A good nap also works wonders!

Live demonstration of a cat nap © image Gretchen Bernet-Ward 2024

And never ever pass up the opportunity for a sweet treat.

Dot’s home-baked Red Velvet Cupcake with White Chocolate Icing © image Gretchen Bernet-Ward 2024

The last word comes from the farm…

Jasper’s advice © image Dot Bernet 2024

Wishing you the happiest and safest of New Years 2025
and keep writing! 💗 Gretchen Bernet-Ward

The Season to be Jolly

My festive Christmas montage compiled for you with very best wishes 🌲

Happy holidays and fun festivities to all you wonderful WordPress writers and readers everywhere! 💗 © image Gretchen Bernet-Ward 2024

It is not the size of your Christmas gift, it is family who really matter 💗 Happy holidays! © image courtesy Sandra Tucker 2024.

Christmas holiday scene 💗 © image Gretchen Bernet-Ward 2024

Almond Macaroons baked by Dot Bernet from Emelia Jackson’s Cookbook ‘Some of My Best Friends are Cookies’ https://www.emeliajackson.com/ published Murdoch Books Australia 2024 https://www.murdochbooks.com/ 💗 © image Gretchen Bernet-Ward 2024

Holiday candy canes in hand-made ceramic Christmas bowl 💗 © image Gretchen Bernet-Ward 2024

💗 Gretchen Bernet-Ward 2024

Tree Orchid Springtime in Brisbane

Our tree orchid is thought to be an Orchid Dendrobium native of the
Asia-Pacific region. Maybe even a Cymbidium Orchid. I have checked various sources (eBay included) and almost went cross-eyed with the stunning varieties but cannot find an exact match. Do orchids change regularly like fashion? Perhaps my WordPress friend (Literary Lad and horticulturist) Graham Wright has the answer. GBW.
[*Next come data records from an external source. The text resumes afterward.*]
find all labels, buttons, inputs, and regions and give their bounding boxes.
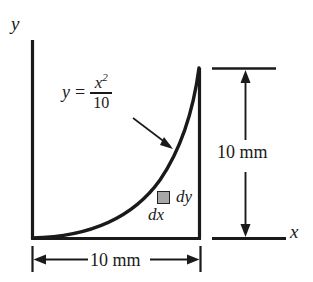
dy-label: dy <box>176 188 192 205</box>
equation-denominator: 10 <box>90 94 112 111</box>
parabola-curve <box>33 68 200 238</box>
equation-leader-arrow <box>133 118 173 149</box>
horizontal-dimension-label: 10 mm <box>90 251 141 269</box>
equation-numerator-exponent: 2 <box>102 71 108 83</box>
figure-drawing <box>0 0 313 282</box>
figure-container: y x y = x2 10 dy dx 10 mm 10 mm <box>0 0 313 282</box>
equation-numerator: x2 <box>92 74 111 92</box>
y-axis-label: y <box>11 14 19 33</box>
differential-area-element <box>157 191 170 204</box>
vertical-dimension-label: 10 mm <box>217 143 268 161</box>
equation-equals-sign: = <box>74 83 86 101</box>
equation-lhs: y <box>62 83 70 101</box>
equation-fraction: x2 10 <box>90 74 112 111</box>
x-axis-label: x <box>290 222 298 241</box>
curve-equation-label: y = x2 10 <box>62 74 112 111</box>
dx-label: dx <box>148 206 164 223</box>
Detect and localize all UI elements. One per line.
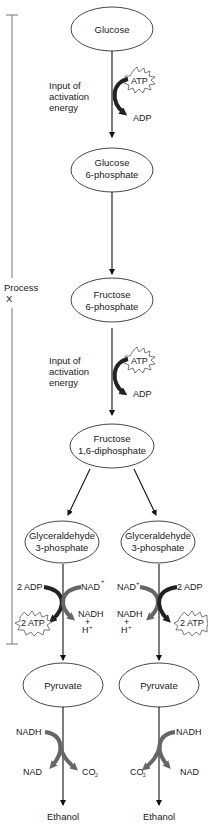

Our tree orchid flowers every September, springtime in Brisbane, and coincides with my birthday every year. It features in many, many happy family photographs and it is the most hardy exotic flowering plant I have ever known. It wraps its delicate tendrils around an old Illawarra Flame Tree and they seem to enjoy each others company. Through drought, flooding rains and intense summer heat, it happily covers its stalks in pink flowers, needing no special care, and survives even when the possums take a nibble or two. There are suspicions that the blooms were ‘stolen’ one year when in full flower. It could have been ravenous possums, or a neighbour making a bouquet for a wedding, or perhaps a floral display at the local aged care centre. At least I like to think they were used for something lovely and not financial gain. I myself have never picked them and I doubt I ever will.

💟 © images Gretchen Bernet-Ward 2024

POSTSCRIPT: https://thoughtsbecomewords.com/2019/09/28/my-tree-orchid-with-pink-flowers/
I discovered that I did a blog post about our orchid during Covid-19, a drought season, which has way more information than I remember gathering! GBW.